In the 2004 film, Eternal Sunshine of the Spotless Mind, a heartbroken man played by Jim Carrey undergoes an experimental treatment to erase memories of his ex-girlfriend, played by Kate Winslet, following their painful breakup. When the film came out, using drugs or other technologies to meddle with memory, especially as a way of healing from a traumatic relationship, was not exactly feasible in the real world.

Early this year, though, a real-life technique for memory modification in response to heartbreak hit the newsstands. The coverage centered on Alain Brunet, a psychiatrist and expert in post-traumatic stress disorder at McGill University in Montreal, Canada. In his lab, Brunet works with victims of what he calls “romantic betrayals.” These can range from harassment by a former lover to sudden abandonment by a long-term partner.

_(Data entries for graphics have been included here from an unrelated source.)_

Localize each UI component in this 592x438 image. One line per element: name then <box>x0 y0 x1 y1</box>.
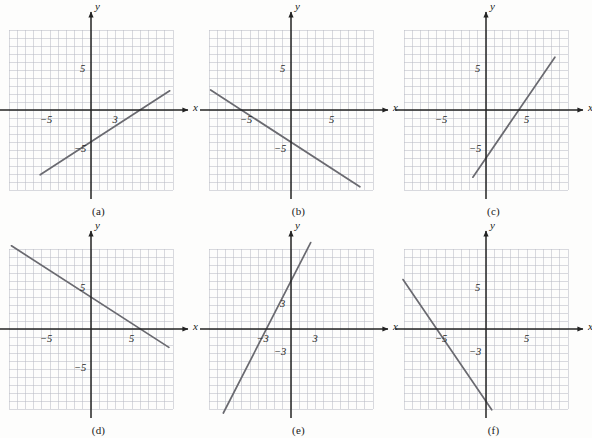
plot-line-a <box>40 91 170 175</box>
tick-label-f-y-0: 5 <box>475 282 480 293</box>
tick-label-c-x-2: 5 <box>524 114 529 125</box>
y-axis-label: y <box>295 0 300 12</box>
x-axis-label: x <box>193 101 198 113</box>
tick-label-b-x-1: −5 <box>240 114 252 125</box>
tick-label-a-y-0: 5 <box>80 63 85 74</box>
panel-caption-f: (f) <box>395 424 592 436</box>
plot-line-d <box>11 246 168 348</box>
tick-label-b-x-2: 5 <box>329 114 334 125</box>
plot-canvas-c <box>395 0 592 200</box>
x-axis-label: x <box>588 320 592 332</box>
figure-root: xy5−53−5(a)xy5−55−5(b)xy5−55−5(c)xy5−55−… <box>0 0 592 438</box>
x-axis-label: x <box>588 101 592 113</box>
plot-line-f <box>403 280 492 410</box>
graph-panel-c: xy5−55−5(c) <box>395 0 592 219</box>
plot-canvas-a <box>0 0 197 200</box>
panel-caption-e: (e) <box>200 424 397 436</box>
graph-panel-e: xy3−33−3(e) <box>200 219 397 438</box>
plot-line-c <box>473 57 555 177</box>
panel-caption-a: (a) <box>0 205 197 217</box>
tick-label-b-y-3: −5 <box>274 143 286 154</box>
x-axis-label: x <box>193 320 198 332</box>
tick-label-a-x-2: 3 <box>113 114 118 125</box>
tick-label-e-y-3: −3 <box>274 346 286 357</box>
plot-canvas-d <box>0 219 197 419</box>
y-axis-label: y <box>490 0 495 12</box>
tick-label-a-y-3: −5 <box>74 143 86 154</box>
tick-label-b-y-0: 5 <box>280 63 285 74</box>
tick-label-d-x-2: 5 <box>129 333 134 344</box>
tick-label-c-y-0: 5 <box>475 63 480 74</box>
plot-canvas-f <box>395 219 592 419</box>
y-axis-label: y <box>490 219 495 231</box>
plot-canvas-e <box>200 219 397 419</box>
graph-panel-f: xy5−55−3(f) <box>395 219 592 438</box>
y-axis-label: y <box>95 219 100 231</box>
y-axis-label: y <box>295 219 300 231</box>
graph-panel-a: xy5−53−5(a) <box>0 0 197 219</box>
tick-label-e-y-0: 3 <box>280 298 285 309</box>
panel-caption-c: (c) <box>395 205 592 217</box>
tick-label-e-x-1: −3 <box>256 333 268 344</box>
tick-label-d-y-0: 5 <box>80 282 85 293</box>
y-axis-label: y <box>95 0 100 12</box>
tick-label-c-y-3: −5 <box>469 143 481 154</box>
plot-line-e <box>223 243 310 413</box>
tick-label-a-x-1: −5 <box>40 114 52 125</box>
panel-caption-d: (d) <box>0 424 197 436</box>
tick-label-c-x-1: −5 <box>435 114 447 125</box>
tick-label-e-x-2: 3 <box>313 333 318 344</box>
tick-label-d-x-1: −5 <box>40 333 52 344</box>
tick-label-f-y-3: −3 <box>469 346 481 357</box>
tick-label-f-x-1: −5 <box>435 333 447 344</box>
tick-label-f-x-2: 5 <box>524 333 529 344</box>
graph-panel-d: xy5−55−5(d) <box>0 219 197 438</box>
tick-label-d-y-3: −5 <box>74 362 86 373</box>
plot-canvas-b <box>200 0 397 200</box>
plot-line-b <box>211 90 360 187</box>
graph-panel-b: xy5−55−5(b) <box>200 0 397 219</box>
panel-caption-b: (b) <box>200 205 397 217</box>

He uses a technique known as reconsolidation therapy, which combines a drug-based treatment with practical exercises to change the emotional content of disturbing recollections. “We don’t treat the symptoms,” Brunet says of his method, “we treat the memory.”

Unlike the fictional staff of Lacuna, Inc., the memory-erasure firm in Eternal Sunshine of the Spotless Mind, Brunet and his collaborators stop short of trying to “delete” traumatic memories altogether. “You don’t forget your memory,” Brunet stresses, asking, “Who would want to forget their love story?” Rather, the goal of the therapy is to keep the memory intact while removing its traumatic aspects. Here is how this works:

An hour before a therapy session, the patient is given a dose—between 50 mg and 80 mg—of a beta-blocker called propranolol, and is asked to write a summary of the traumatic experience, following a strict format: a first-person text in the present tense that describes at least five physical sensations felt at the time of the event. By reading the summary out loud, the patient “reactivates” the memory, and does so over four to six weekly sessions, under the influence of propranolol. At every reading, the memory is “recorded again” while the drug suppresses the pain it contains.